Throughout her career, Westwood has been influential in launching the careers of other designers into the British fashion industry. Most notably, she employed the services of Patrick Cox to design shoes for her "Clint Eastwood" collection in 1984. The result was a prototype of the nine inch heeled shoes in which supermodel Naomi Campbell famously fell during a Westwood fashion show in Paris in 1994.

Westwood is also widely known as a political activist. On Easter Sunday 2008, she campaigned in person at the biggest Campaign for Nuclear disarmament demonstration in ten years, at the Atomic Weapons Establishment, Aldermaston in Berkshire, UK.[4]

Children

  • Ben Westwood, son of Vivienne and Derek Westwood, is a photographer of erotica.
  • Joseph Corre, son of Vivienne Westwood and Malcolm McLaren, founder of lingerie brand Agent Provocateur.

Controversy

Notorious for going knicker-less, she caused a stir in 1992 when she came to collect the OBE, and twirled to reveal all. After being made a Dame in 2006 by the Prince of Wales she disclosed that she was knicker-less again. [5]

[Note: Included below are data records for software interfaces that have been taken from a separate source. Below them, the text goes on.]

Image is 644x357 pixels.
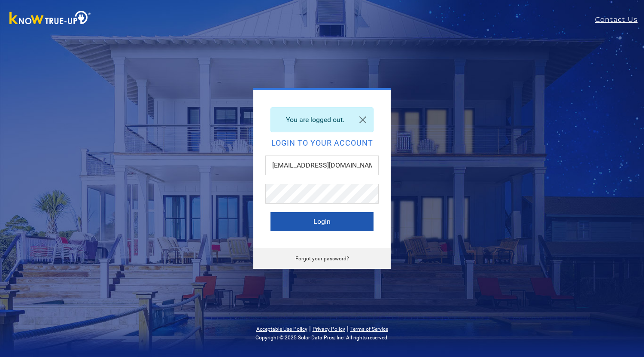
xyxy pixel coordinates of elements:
a: Contact Us [595,15,644,25]
a: Acceptable Use Policy [257,326,307,332]
a: Terms of Service [350,326,388,332]
input: Email [266,155,379,175]
div: You are logged out. [271,107,374,132]
a: Forgot your password? [295,256,349,261]
a: Close [353,108,373,132]
h2: Login to your account [271,139,374,147]
span: | [309,324,311,332]
span: | [347,324,349,332]
img: Know True-Up [5,9,95,28]
button: Login [271,212,374,231]
a: Privacy Policy [313,326,346,332]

A known anti-hat campaigner, Westwood has most recently designed a mortarboardless graduation ensemble for Kings College, London; much to the chagrin of those students who had selected to receive their degree award from the institution rather than the University of London.

See also

References

  1. ^ http://www.metmuseum.org/TOAH/HD/vivw/hd_vivw.htm
  2. ^ Family detective - Telegraph
  3. ^ http://news.bbc.co.uk/1/hi/uk/4287446.stm
  4. ^ http://www.vogue.co.uk/vogue_daily/story/story.asp?stid=51620&date=&sid=
  5. ^ "Vivienne Westwood collects royal honour wearing no knickers - again".